For now, the practical clinical use is more disciplined: use exposure and surveillance information to heighten suspicion, reach high-risk patients earlier, and interpret symptoms in context. The AI layer may improve the timing and targeting of those actions. It should not be asked to carry clinical judgment that has not yet been validated for wildfire-specific care.
What Health Systems Can Act On Now
The evidence is strong enough to justify treating wildfire smoke as a serious clinical and operational risk, even while important uncertainties remain. The uncertainties are not trivial: regional differences may limit direct transfer of toxicity estimates, same-day analyses may miss lagged effects, high-concentration exposure models may perform less well, and ED utilization can fall for reasons that conceal harm rather than reduce it.
A reasonable response does not require waiting for perfect models.

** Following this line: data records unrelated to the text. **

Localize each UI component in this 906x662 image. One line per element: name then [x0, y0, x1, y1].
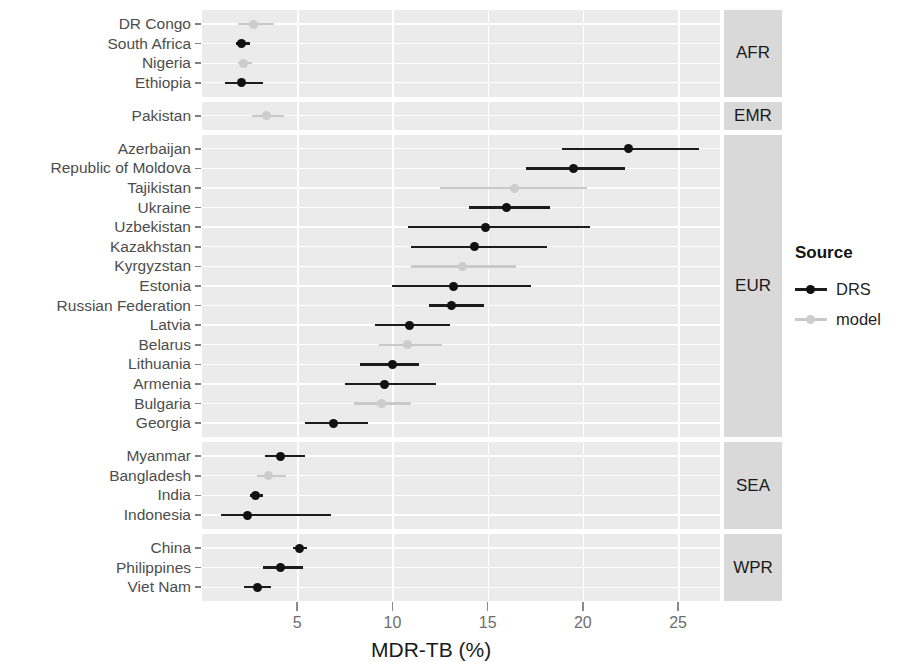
- legend-key-model: [795, 306, 827, 332]
- y-axis-tick: [195, 475, 201, 477]
- ci-bar: [392, 285, 531, 288]
- legend: Source DRS model: [795, 243, 881, 334]
- y-axis-label-indonesia: Indonesia: [124, 507, 191, 523]
- y-axis-tick: [195, 43, 201, 45]
- legend-label-model: model: [836, 310, 881, 329]
- y-axis-label-latvia: Latvia: [150, 317, 191, 333]
- gridline-y: [202, 168, 720, 169]
- data-point[interactable]: [569, 164, 578, 173]
- x-axis-tick-20: [582, 602, 584, 611]
- x-axis-ticklabel-25: 25: [658, 614, 698, 632]
- y-axis-tick: [195, 226, 201, 228]
- data-point[interactable]: [377, 399, 386, 408]
- y-axis-tick: [195, 62, 201, 64]
- y-axis-tick: [195, 455, 201, 457]
- y-axis-label-russian-federation: Russian Federation: [57, 298, 191, 314]
- y-axis-label-kyrgyzstan: Kyrgyzstan: [114, 258, 191, 274]
- y-axis-tick: [195, 115, 201, 117]
- gridline-y: [202, 422, 720, 423]
- x-axis-ticklabel-20: 20: [563, 614, 603, 632]
- y-axis-tick: [195, 266, 201, 268]
- y-axis-label-china: China: [151, 540, 192, 556]
- x-axis-tick-5: [296, 602, 298, 611]
- y-axis-tick: [195, 187, 201, 189]
- y-axis-tick: [195, 403, 201, 405]
- ci-bar: [429, 304, 484, 307]
- legend-item-drs[interactable]: DRS: [795, 274, 881, 304]
- gridline-y: [202, 43, 720, 44]
- data-point[interactable]: [276, 563, 285, 572]
- gridline-y: [202, 23, 720, 24]
- gridline-y: [202, 364, 720, 365]
- y-axis-label-bangladesh: Bangladesh: [109, 468, 191, 484]
- legend-key-drs: [795, 276, 827, 302]
- legend-label-drs: DRS: [836, 280, 871, 299]
- gridline-y: [202, 207, 720, 208]
- y-axis-label-armenia: Armenia: [133, 376, 191, 392]
- y-axis-tick: [195, 23, 201, 25]
- y-axis-tick: [195, 547, 201, 549]
- y-axis-tick: [195, 285, 201, 287]
- facet-panel-afr: [202, 10, 720, 97]
- gridline-y: [202, 344, 720, 345]
- data-point[interactable]: [276, 452, 285, 461]
- gridline-y: [202, 383, 720, 384]
- y-axis-label-dr-congo: DR Congo: [119, 16, 191, 32]
- y-axis-tick: [195, 246, 201, 248]
- y-axis-label-estonia: Estonia: [139, 278, 191, 294]
- data-point[interactable]: [249, 20, 258, 29]
- legend-item-model[interactable]: model: [795, 304, 881, 334]
- data-point[interactable]: [405, 321, 414, 330]
- x-axis-tick-10: [392, 602, 394, 611]
- gridline-y: [202, 82, 720, 83]
- y-axis-tick: [195, 514, 201, 516]
- y-axis-tick: [195, 305, 201, 307]
- data-point[interactable]: [449, 282, 458, 291]
- y-axis-label-lithuania: Lithuania: [128, 356, 191, 372]
- gridline-y: [202, 63, 720, 64]
- ci-bar: [221, 514, 331, 517]
- y-axis-label-pakistan: Pakistan: [132, 108, 191, 124]
- facet-strip-wpr: WPR: [724, 534, 782, 601]
- facet-strip-afr: AFR: [724, 10, 782, 97]
- gridline-y: [202, 495, 720, 496]
- data-point[interactable]: [329, 419, 338, 428]
- y-axis-label-republic-of-moldova: Republic of Moldova: [51, 160, 191, 176]
- data-point[interactable]: [251, 491, 260, 500]
- y-axis-tick: [195, 207, 201, 209]
- y-axis-label-bulgaria: Bulgaria: [134, 396, 191, 412]
- y-axis-label-nigeria: Nigeria: [142, 55, 191, 71]
- y-axis-label-georgia: Georgia: [136, 415, 191, 431]
- y-axis-tick: [195, 567, 201, 569]
- y-axis-label-tajikistan: Tajikistan: [127, 180, 191, 196]
- y-axis-label-kazakhstan: Kazakhstan: [110, 239, 191, 255]
- data-point[interactable]: [253, 583, 262, 592]
- y-axis-tick: [195, 324, 201, 326]
- data-point[interactable]: [481, 223, 490, 232]
- x-axis-tick-25: [677, 602, 679, 611]
- data-point[interactable]: [447, 301, 456, 310]
- gridline-y: [202, 324, 720, 325]
- data-point[interactable]: [380, 380, 389, 389]
- x-axis-ticklabel-10: 10: [372, 614, 412, 632]
- y-axis-label-azerbaijan: Azerbaijan: [118, 141, 191, 157]
- data-point[interactable]: [510, 184, 519, 193]
- y-axis-label-viet-nam: Viet Nam: [128, 579, 191, 595]
- data-point[interactable]: [388, 360, 397, 369]
- y-axis-tick: [195, 82, 201, 84]
- data-point[interactable]: [295, 544, 304, 553]
- x-axis-ticklabel-5: 5: [277, 614, 317, 632]
- y-axis-tick: [195, 586, 201, 588]
- y-axis-label-belarus: Belarus: [138, 337, 191, 353]
- facet-strip-eur: EUR: [724, 135, 782, 437]
- facet-strip-emr: EMR: [724, 102, 782, 130]
- y-axis-tick: [195, 168, 201, 170]
- data-point[interactable]: [243, 511, 252, 520]
- y-axis-label-ethiopia: Ethiopia: [135, 75, 191, 91]
- gridline-y: [202, 547, 720, 548]
- ci-bar: [408, 226, 591, 229]
- ci-bar: [265, 455, 305, 458]
- x-axis-tick-15: [487, 602, 489, 611]
- ci-bar: [345, 383, 436, 386]
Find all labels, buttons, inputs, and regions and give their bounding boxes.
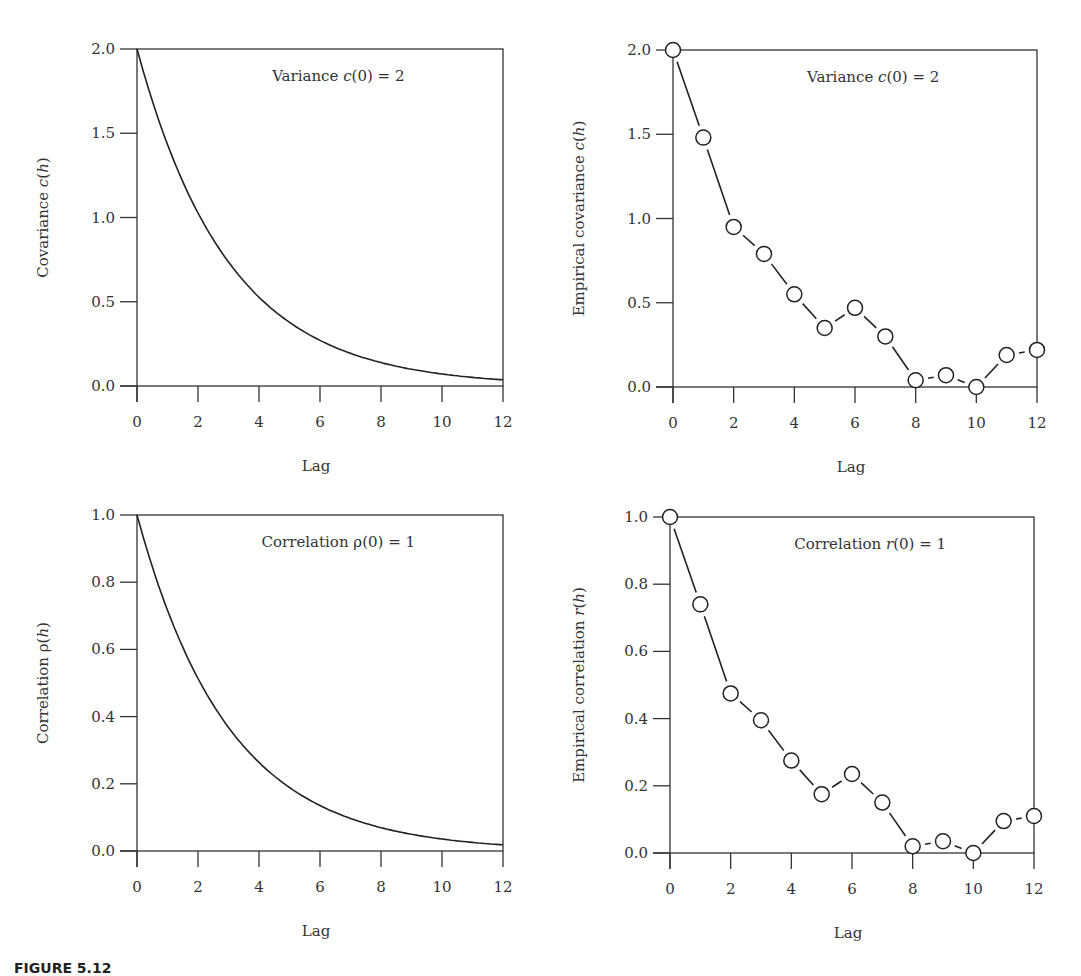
y-tick-label: 1.5 [627,125,651,143]
y-tick-label: 0.6 [624,642,648,660]
series-segment [743,235,755,245]
series-segment [800,770,814,785]
series-segment [677,62,699,126]
plot-frame [673,50,1037,387]
data-point-marker [848,300,863,315]
series-line [137,515,503,845]
x-axis-label: Lag [302,457,331,475]
x-tick-label: 4 [790,414,800,432]
y-tick-label: 0.5 [91,293,115,311]
y-tick-label: 0.4 [91,708,115,726]
x-axis-label: Lag [837,458,866,476]
series-segment [861,783,873,794]
series-segment [772,264,787,284]
x-tick-label: 6 [847,880,857,898]
data-point-marker [999,347,1014,362]
x-tick-label: 8 [908,880,918,898]
y-tick-label: 0.6 [91,640,115,658]
figure-caption: FIGURE 5.12 [14,960,111,976]
y-tick-label: 1.5 [91,124,115,142]
data-point-marker [666,43,681,58]
y-tick-label: 0.0 [91,377,115,395]
series-segment [674,529,696,593]
x-tick-label: 10 [964,880,983,898]
y-tick-label: 1.0 [624,508,648,526]
y-tick-label: 2.0 [627,41,651,59]
y-tick-label: 0.4 [624,710,648,728]
series-segment [803,304,817,319]
data-point-marker [723,686,738,701]
series-segment [832,781,842,787]
x-tick-label: 2 [729,414,739,432]
series-segment [769,730,784,750]
data-point-marker [757,246,772,261]
data-point-marker [939,368,954,383]
panel-covariance: 0.00.51.01.52.0024681012LagCovariance c(… [34,40,513,475]
data-point-marker [814,787,829,802]
data-point-marker [693,597,708,612]
x-tick-label: 8 [376,413,386,431]
data-point-marker [787,287,802,302]
x-tick-label: 12 [1027,414,1046,432]
data-point-marker [845,767,860,782]
x-axis-label: Lag [834,924,863,942]
y-tick-label: 0.2 [91,775,115,793]
series-segment [707,149,729,215]
y-tick-label: 0.0 [624,844,648,862]
series-segment [1019,352,1025,353]
data-point-marker [936,834,951,849]
data-point-marker [996,814,1011,829]
data-point-marker [1030,342,1045,357]
x-tick-label: 0 [665,880,675,898]
y-tick-label: 1.0 [91,209,115,227]
y-axis-label: Covariance c(h) [34,157,52,277]
data-point-marker [875,795,890,810]
y-tick-label: 0.2 [624,777,648,795]
y-tick-label: 2.0 [91,40,115,58]
data-point-marker [663,510,678,525]
data-point-marker [969,380,984,395]
y-tick-label: 0.0 [91,842,115,860]
y-tick-label: 0.8 [91,573,115,591]
series-segment [982,830,995,844]
x-tick-label: 10 [432,413,451,431]
x-tick-label: 4 [787,880,797,898]
data-point-marker [905,839,920,854]
y-axis-label: Empirical correlation r(h) [570,587,588,783]
x-tick-label: 8 [376,878,386,896]
x-tick-label: 6 [850,414,860,432]
x-tick-label: 10 [432,878,451,896]
x-tick-label: 0 [668,414,678,432]
y-tick-label: 1.0 [91,506,115,524]
plot-frame [137,49,503,386]
x-tick-label: 8 [911,414,921,432]
x-tick-label: 12 [1024,880,1043,898]
data-point-marker [817,321,832,336]
series-segment [955,846,962,849]
data-point-marker [784,753,799,768]
series-segment [925,843,931,844]
variance-annotation: Variance c(0) = 2 [271,67,404,85]
y-tick-label: 0.0 [627,378,651,396]
data-point-marker [726,219,741,234]
x-tick-label: 4 [254,413,264,431]
y-tick-label: 0.5 [627,294,651,312]
series-line [137,49,503,380]
series-segment [864,316,876,327]
variance-annotation: Correlation ρ(0) = 1 [262,533,415,551]
variance-annotation: Variance c(0) = 2 [806,68,939,86]
plot-frame [137,515,503,851]
panel-empirical-covariance: 0.00.51.01.52.0024681012LagEmpirical cov… [570,41,1047,476]
series-segment [985,364,998,378]
series-segment [1016,818,1022,819]
x-axis-label: Lag [302,922,331,940]
x-tick-label: 12 [493,413,512,431]
y-axis-label: Empirical covariance c(h) [570,121,588,317]
y-axis-label: Correlation ρ(h) [34,622,52,744]
panel-correlation: 0.00.20.40.60.81.0024681012LagCorrelatio… [34,506,513,940]
series-segment [958,380,965,383]
x-tick-label: 2 [726,880,736,898]
x-tick-label: 2 [193,413,203,431]
x-tick-label: 6 [315,878,325,896]
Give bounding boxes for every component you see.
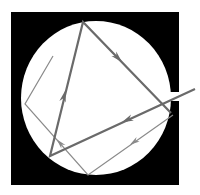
circular-cavity bbox=[21, 21, 171, 175]
ray-reflection-diagram bbox=[0, 0, 200, 195]
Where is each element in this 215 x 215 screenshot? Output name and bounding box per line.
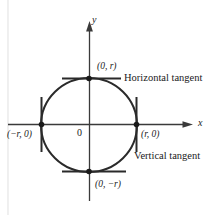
point-dot-right [134,122,140,128]
vertical-tangent-annotation: Vertical tangent [134,151,200,162]
point-dot-bottom [86,169,92,175]
point-dot-top [86,76,92,82]
point-label-bottom: (0, −r) [95,180,121,190]
point-label-right: (r, 0) [141,130,159,140]
origin-label: 0 [77,128,82,138]
x-axis-arrow-icon [183,121,194,128]
y-axis-label: y [92,15,96,25]
point-label-left: (−r, 0) [7,130,32,140]
circle-tangent-figure: y x 0 (0, r) (0, −r) (−r, 0) (r, 0) Hori… [0,0,215,215]
point-label-top: (0, r) [97,62,117,72]
x-axis-label: x [198,118,202,128]
horizontal-tangent-annotation: Horizontal tangent [124,73,202,84]
point-dot-left [39,122,45,128]
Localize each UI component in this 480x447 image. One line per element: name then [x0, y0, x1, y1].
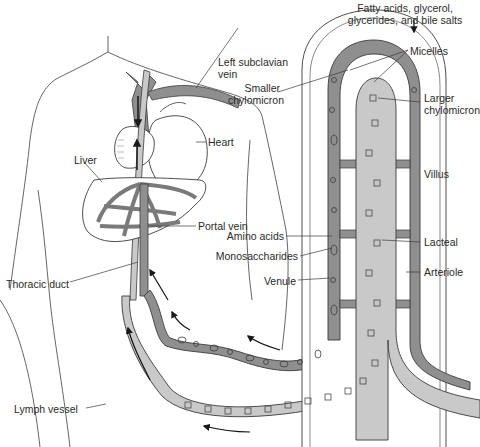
label-monosaccharides: Monosaccharides	[200, 250, 298, 262]
label-larger-chylomicron-line1: Larger	[424, 92, 480, 104]
label-lymph-vessel: Lymph vessel	[14, 403, 78, 415]
absorption-diagram: Fatty acids, glycerol, glycerides, and b…	[0, 0, 480, 447]
label-larger-chylomicron: Larger chylomicron	[424, 92, 480, 116]
label-villus: Villus	[424, 168, 449, 180]
label-smaller-chylomicron-line1: Smaller	[228, 82, 280, 94]
label-lacteal: Lacteal	[424, 236, 458, 248]
label-left-subclavian-line2: vein	[218, 68, 288, 80]
label-smaller-chylomicron: Smaller chylomicron	[228, 82, 280, 106]
label-fatty-acids-line2: glycerides, and bile salts	[330, 14, 480, 26]
label-liver: Liver	[74, 154, 97, 166]
label-fatty-acids: Fatty acids, glycerol, glycerides, and b…	[330, 2, 480, 26]
label-fatty-acids-line1: Fatty acids, glycerol,	[330, 2, 480, 14]
label-arteriole: Arteriole	[424, 266, 463, 278]
label-amino-acids: Amino acids	[200, 230, 284, 242]
portal-vein	[140, 184, 148, 296]
label-micelles: Micelles	[410, 45, 448, 57]
label-larger-chylomicron-line2: chylomicron	[424, 104, 480, 116]
label-heart: Heart	[208, 136, 234, 148]
label-smaller-chylomicron-line2: chylomicron	[228, 94, 280, 106]
label-left-subclavian-vein: Left subclavian vein	[218, 56, 288, 80]
label-thoracic-duct: Thoracic duct	[6, 278, 69, 290]
villus	[302, 10, 480, 447]
heart	[115, 102, 208, 190]
label-venule: Venule	[240, 275, 296, 287]
label-left-subclavian-line1: Left subclavian	[218, 56, 288, 68]
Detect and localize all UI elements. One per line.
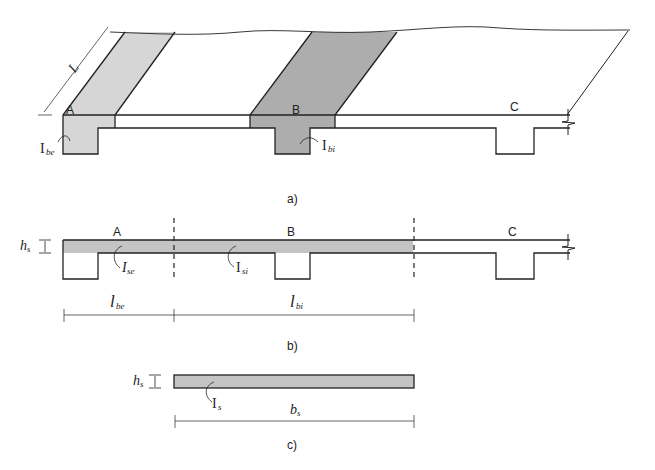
svg-text:bi: bi [296,301,304,311]
slab-thickness-label: h [20,238,27,253]
inertia-interior-beam: I [322,138,327,153]
panel-b: A B C h s I se I si l be l bi b) [20,218,575,353]
beam-label-a: A [66,103,74,117]
panel-a: L A B C I be I bi a) [38,27,630,206]
beam-label-b: B [287,225,295,239]
caption-b: b) [287,339,298,353]
svg-text:se: se [127,266,135,276]
beam-label-c: C [508,225,517,239]
beam-label-c: C [510,100,519,114]
slab-thickness-label: h [133,373,140,388]
slab-width-label: b [290,402,297,417]
svg-text:s: s [297,408,301,418]
beam-label-b: B [292,103,300,117]
svg-text:bi: bi [328,144,336,154]
inertia-edge-beam: I [40,141,45,156]
edge-width-label: l [110,292,115,311]
strip-a-plan [63,32,175,115]
svg-text:si: si [242,266,249,276]
slab-section [174,375,414,388]
slab-beam-diagram: L A B C I be I bi a) A B C h s I se [0,0,655,470]
inertia-interior-slab: I [236,260,241,275]
strip-b-plan [250,32,397,115]
beam-label-a: A [113,225,121,239]
break-symbol [562,109,575,135]
panel-c: h s I s b s c) [133,373,414,452]
beam-a-section [63,115,115,154]
svg-text:be: be [46,147,55,157]
length-label: L [65,60,82,76]
svg-text:be: be [116,301,125,311]
slab-inertia-label: I [212,396,217,411]
caption-a: a) [287,192,298,206]
svg-text:s: s [140,379,144,389]
svg-text:s: s [218,402,222,412]
interior-width-label: l [290,292,295,311]
svg-text:s: s [27,244,31,254]
caption-c: c) [287,438,297,452]
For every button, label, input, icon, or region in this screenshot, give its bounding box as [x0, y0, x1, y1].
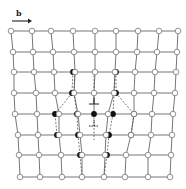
- burgers-vector-label: b: [16, 8, 22, 18]
- burgers-vector: [12, 19, 32, 24]
- crystal-lattice-diagram: [0, 0, 186, 189]
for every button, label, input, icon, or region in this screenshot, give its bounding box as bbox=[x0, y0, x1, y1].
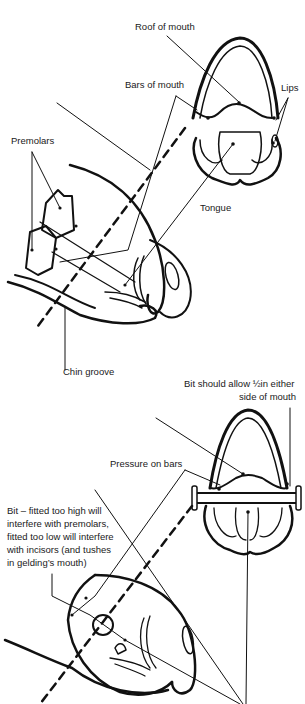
label-chin-groove: Chin groove bbox=[63, 366, 114, 378]
label-bars-of-mouth: Bars of mouth bbox=[125, 79, 184, 91]
label-bit-note-line4: with incisors (and tushes bbox=[7, 544, 111, 556]
label-tongue: Tongue bbox=[200, 202, 231, 214]
bottom-mouth-front-view bbox=[192, 410, 301, 554]
label-bit-allowance-line2: side of mouth bbox=[239, 391, 296, 403]
diagram-canvas bbox=[0, 0, 305, 704]
label-roof-of-mouth: Roof of mouth bbox=[135, 21, 195, 33]
label-bit-note-line3: fitted too low will interfere bbox=[7, 531, 114, 543]
label-bit-allowance-line1: Bit should allow ½in either bbox=[184, 378, 294, 390]
bottom-head-side-view bbox=[5, 408, 290, 704]
label-pressure-on-bars: Pressure on bars bbox=[110, 458, 182, 470]
label-bit-note-line5: in gelding’s mouth) bbox=[7, 557, 87, 569]
label-premolars: Premolars bbox=[11, 135, 54, 147]
bit-bar bbox=[194, 493, 300, 503]
bit-ring-right bbox=[296, 486, 301, 510]
label-lips: Lips bbox=[281, 82, 298, 94]
top-mouth-front-view bbox=[193, 38, 281, 184]
label-bit-note-line2: interfere with premolars, bbox=[7, 518, 109, 530]
label-bit-note-line1: Bit – fitted too high will bbox=[7, 505, 102, 517]
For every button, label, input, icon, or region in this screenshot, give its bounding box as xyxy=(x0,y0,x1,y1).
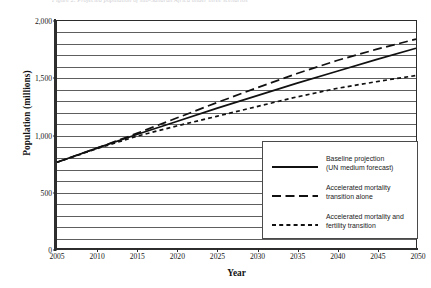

It requires using current evidence in the places where it is most reliable. Wildfire-specific PM2.5 should be treated as clinically meaningful, not merely as another high-pollution day. Respiratory and cardiovascular services should expect effects beyond the most obvious asthma presentations. ED and urgent care counts should be read with caution during the highest smoke concentrations. Public health teams should combine exposure modeling with syndromic surveillance rather than relying on either one alone.
- Use smoke-specific exposure estimates where available instead of relying only on regional PM2.5 averages.
- Monitor asthma, COPD, cardiovascular complaints, pharmacy demand, call volume, and delayed presentations after visible smoke improves.
- Interpret falling total ED volume during severe smoke as ambiguous, not reassuring.
- Prioritize outreach to patients whose baseline disease or living conditions make avoidance advice hard to follow.
- Treat AI tools as support for exposure prediction and surveillance before treating them as bedside decision-makers.
That is the practical endpoint. Wildfire smoke is already a clinical and public health problem in urban settings, with evidence of disproportionate toxicity, respiratory and cardiovascular morbidity, mortality, and broader health consequences. AI is most credible today as an infrastructure layer that helps health systems see exposure and early clinical signals more clearly. The finished clinical answer still has to be built carefully, under the same conditions in which smoke care already happens: imperfect information, uneven access, and patients who may be harmed before they ever appear in the waiting room.
References
- Wildfire smoke impacts respiratory health more than fine particles from other sources: observational evidence from Southern California, Nature Communications, 2021.
- Long-term exposure to wildland fire smoke PM2.5 and mortality in the contiguous United States, PNAS, 2024.
- Wildfire Smoke and Health, Annual Review of Medicine, 2024.
- Associations between wildfire smoke exposure and emergency department visits in California, PNAS, 2023.
- Daily local-level estimates of ambient wildfire smoke PM2.5 for the contiguous US, Environmental Science & Technology, 2022.
- Notes from the Field: Asthma-Associated Emergency Department Visits During Wildfire Smoke Events — New York, June 2023, CDC MMWR, 2023.
- Artificial intelligence in respiratory care: Current evidence and future perspectives, Annals of Thoracic Medicine, 2024.